Around 1820, thirtyish late-wavers joined the rage of canal-building and cloth manufacture in the north, or migrated to the southwestern frontier, where they could make fortunes growing cotton. They knew their destiny lay in dutiful expertise, not heroism.
During the 1820s, southern compromisers founded dozens of antislavery societies, but their hopes for gradual emancipation were soon dashed by the polarizing rhetoric of rising Transcendentals. (By the late 1830s, all of these southern societies had been disbanded). As America entered the 1850s there seemed nobody left to lead the nation but weak, two-faced trimmers and angry young men. Meanwhile, as society raced toward urbanization and westward expansion, the American family drifted toward trouble, with rising divorce rates, budding feminism, and a disturbingly wild new batch of (Gilded) children.

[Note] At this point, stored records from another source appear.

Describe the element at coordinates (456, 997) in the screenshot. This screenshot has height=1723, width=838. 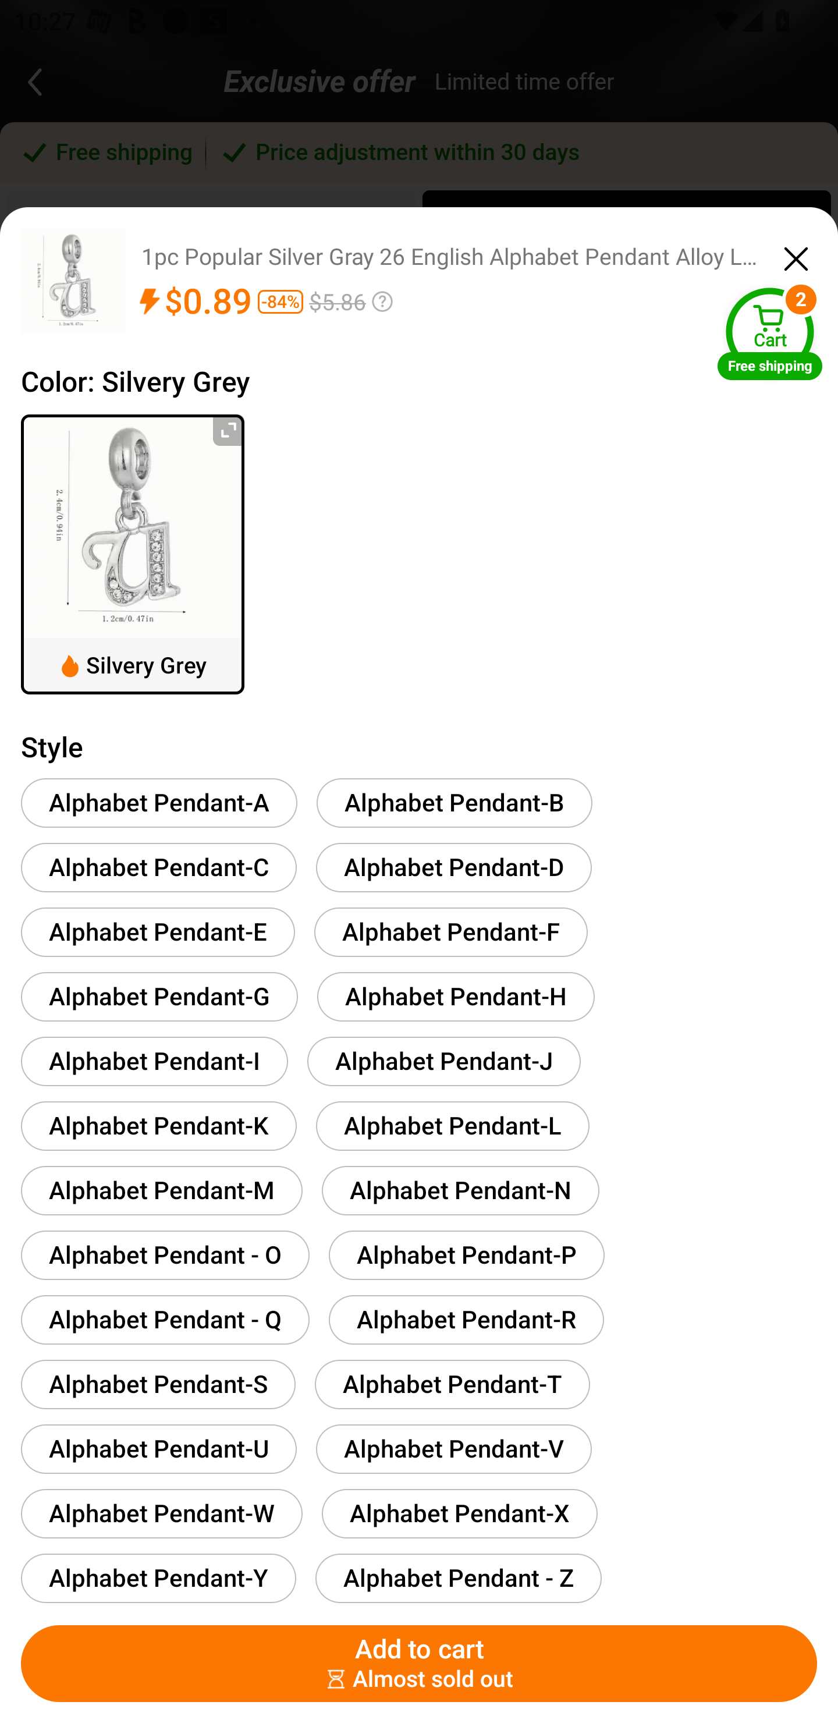
I see ` Alphabet Pendant-H` at that location.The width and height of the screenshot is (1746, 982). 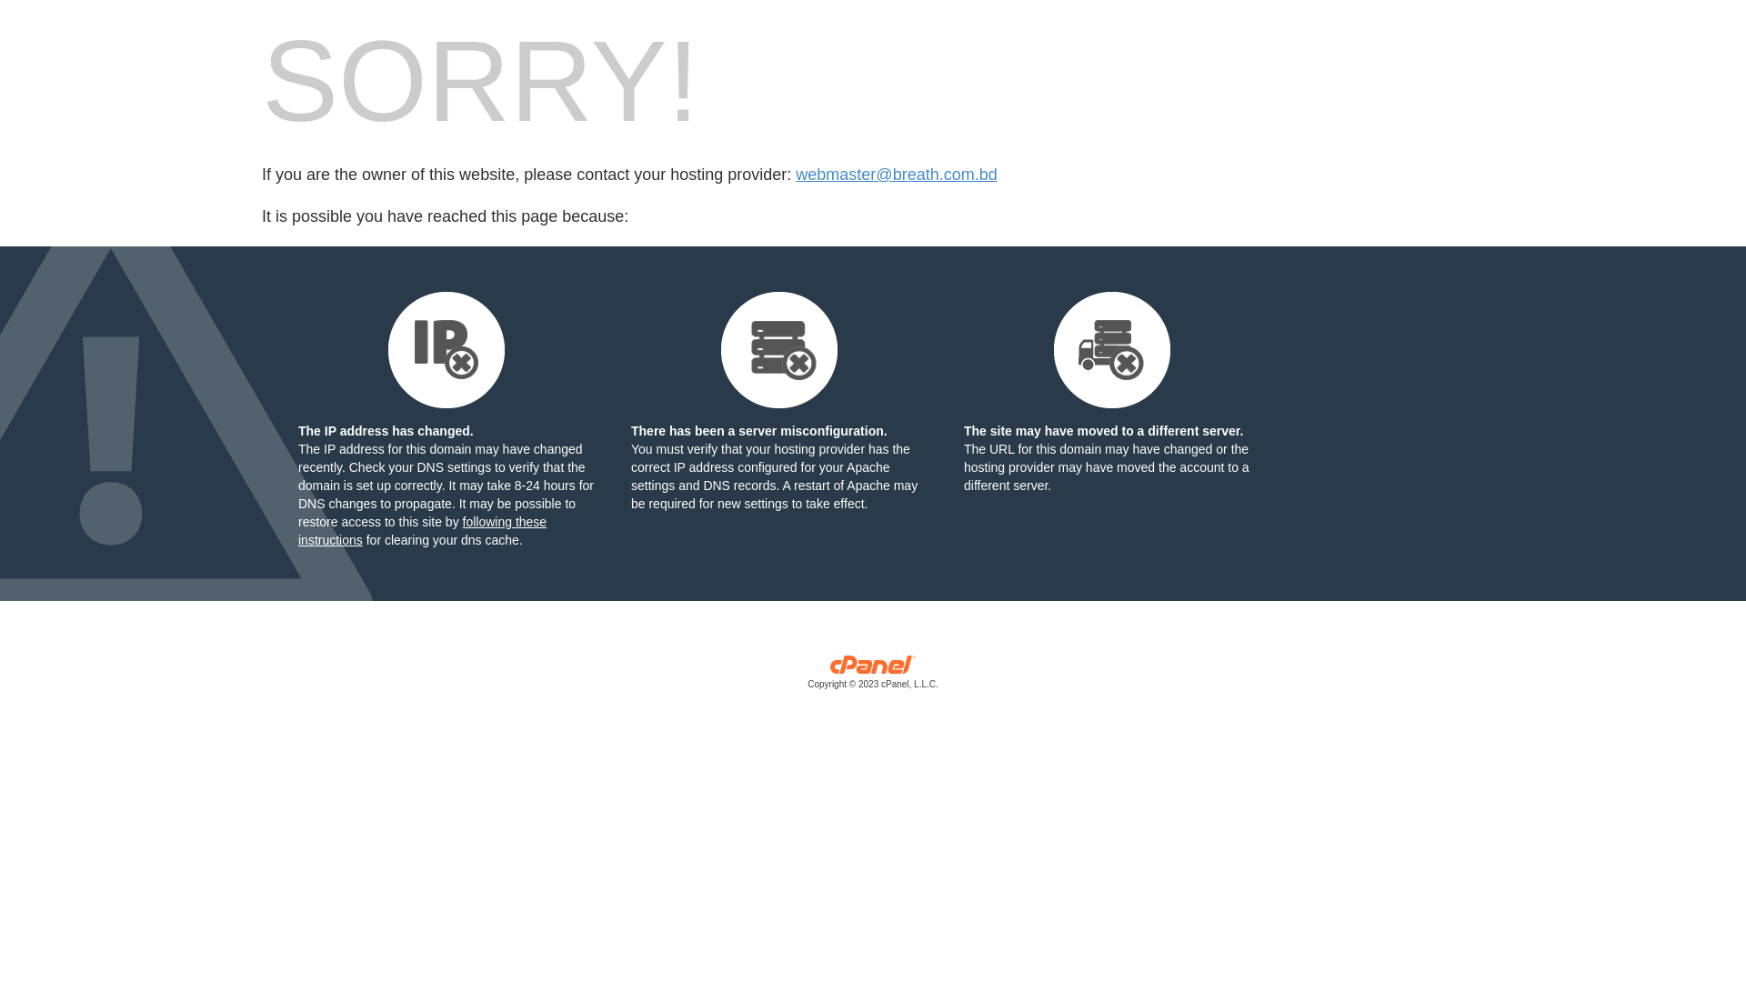 I want to click on webmaster@breath.com.bd, so click(x=896, y=175).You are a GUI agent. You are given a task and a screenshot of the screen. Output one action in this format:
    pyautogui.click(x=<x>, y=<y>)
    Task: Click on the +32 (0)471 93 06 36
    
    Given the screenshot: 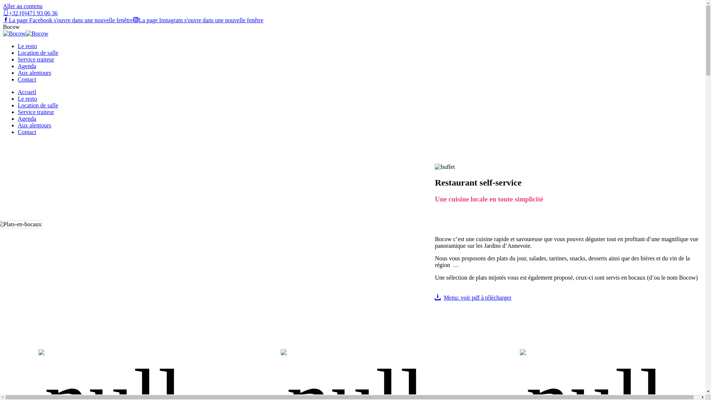 What is the action you would take?
    pyautogui.click(x=30, y=13)
     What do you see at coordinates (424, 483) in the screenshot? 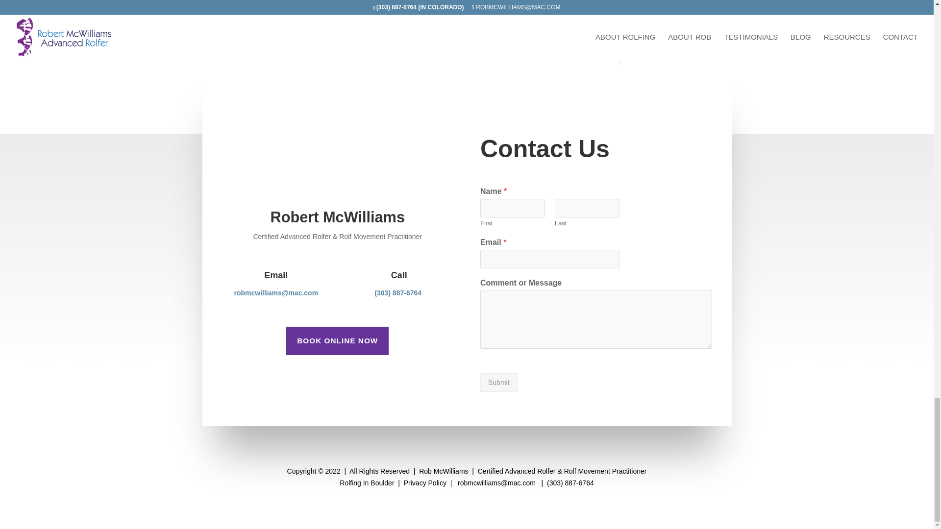
I see `Privacy Policy` at bounding box center [424, 483].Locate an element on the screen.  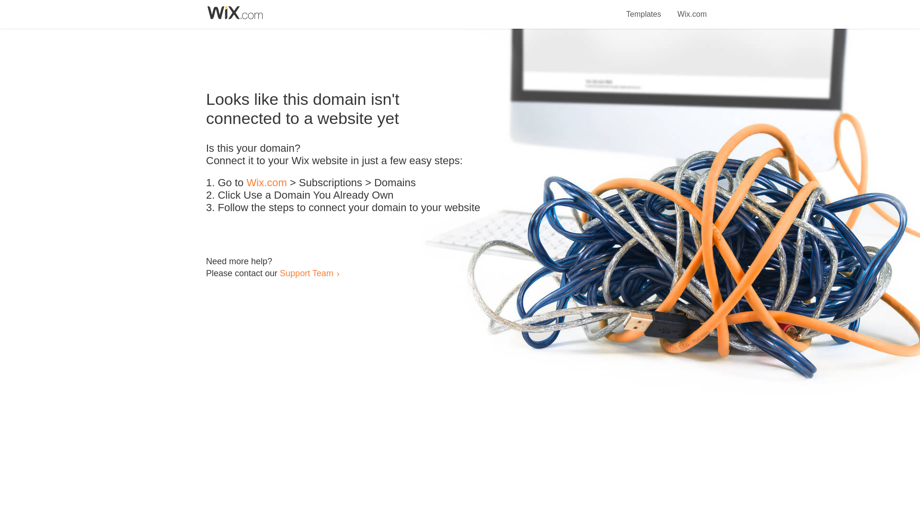
Templates is located at coordinates (644, 9).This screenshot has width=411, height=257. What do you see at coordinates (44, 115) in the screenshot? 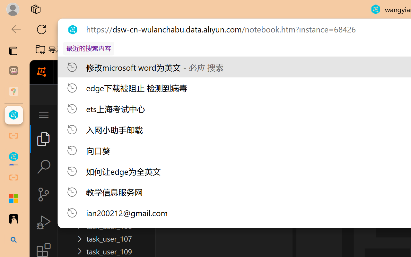
I see `Application Menu` at bounding box center [44, 115].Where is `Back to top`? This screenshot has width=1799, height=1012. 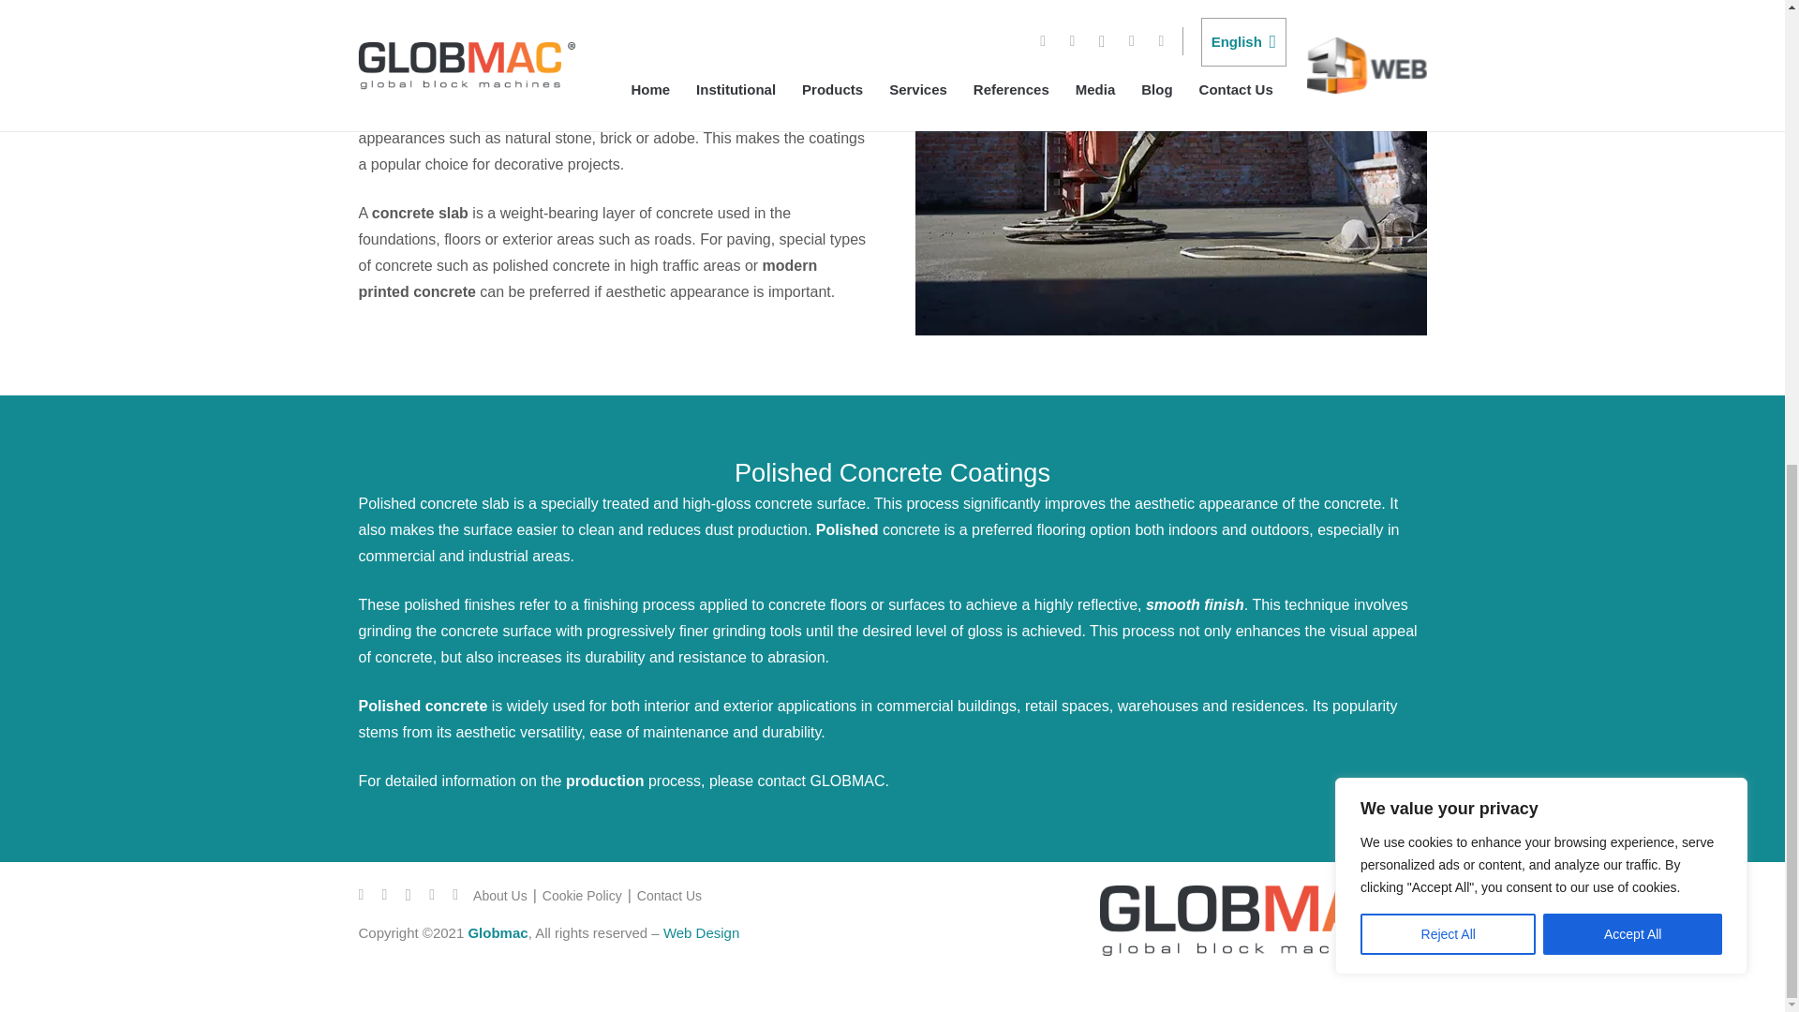 Back to top is located at coordinates (1747, 193).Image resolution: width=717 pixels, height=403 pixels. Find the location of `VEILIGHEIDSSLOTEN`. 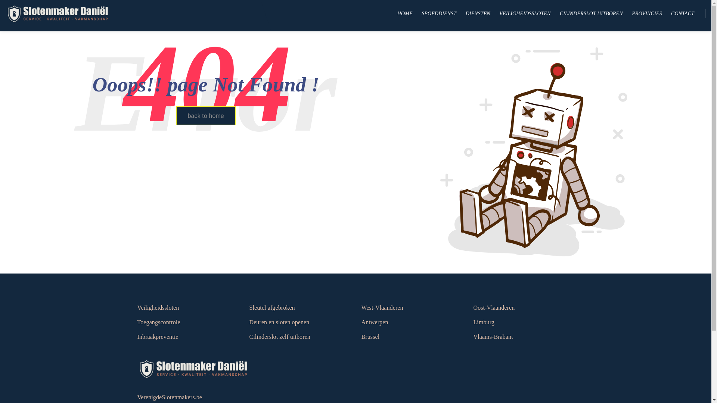

VEILIGHEIDSSLOTEN is located at coordinates (525, 14).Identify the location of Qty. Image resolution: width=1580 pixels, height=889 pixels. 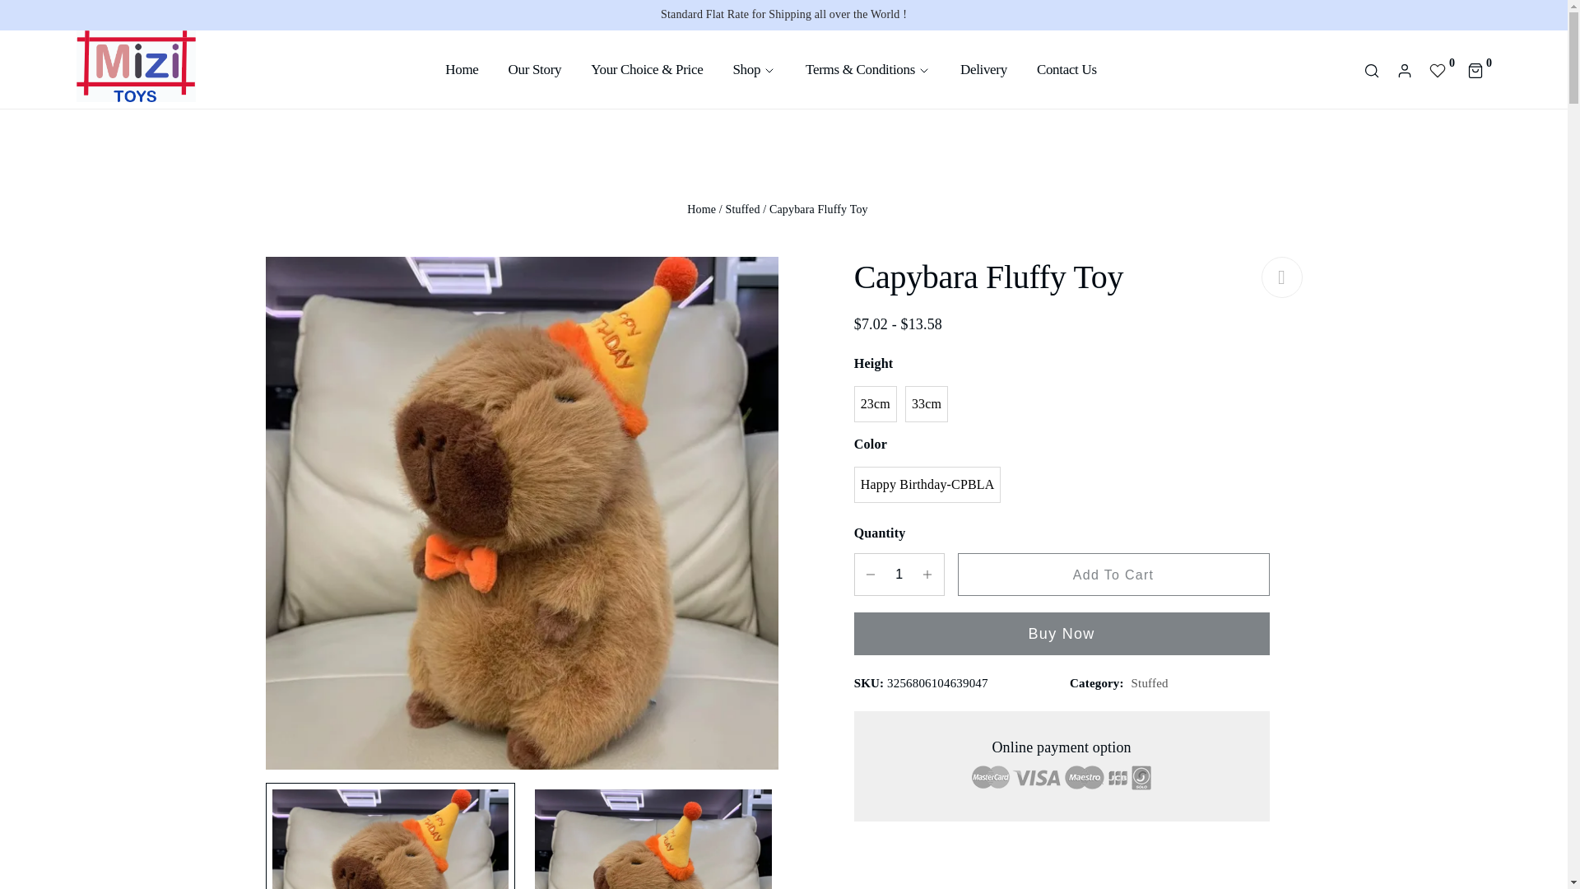
(898, 573).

Compromisers entered elderhood watching America drift toward painful outcomes: Indian removal, anti-immigrant riots, lawless frontiers, slave chases, and sectional hatred. Their last chance to mediate rising Transcendental passions – culminating in their Compromise of 1850 – earned them (Webster especially) precisely what Clay feared, the “scorn and contempt” of their next-juniors. A few years later, the dying Buchanan blamed the Civil War on both “the fanatics of the North” and “the fanatics of the South.” Like Buchanan, most compromisers died lamenting both sides, just as they had lived trying to accommodate both sides. Such is the painful, might-have-been legacy of a kind but confused generation sandwiched between two others of extraordinary power. The Compromisers inherited grandeur and tried to perfect it by adding humor, sensitivity, expertise, and fairness. They passed away fearing they had failed to preserve, much less perfect, the achievements of their forefathers. No American generation ever had a sadder departure. Source: Generations: The history of America’s Future, 1584 to 2069 by William Strauss and Neil Howe (1991).
The unabbreviated version of the above can be found in the pdf document below.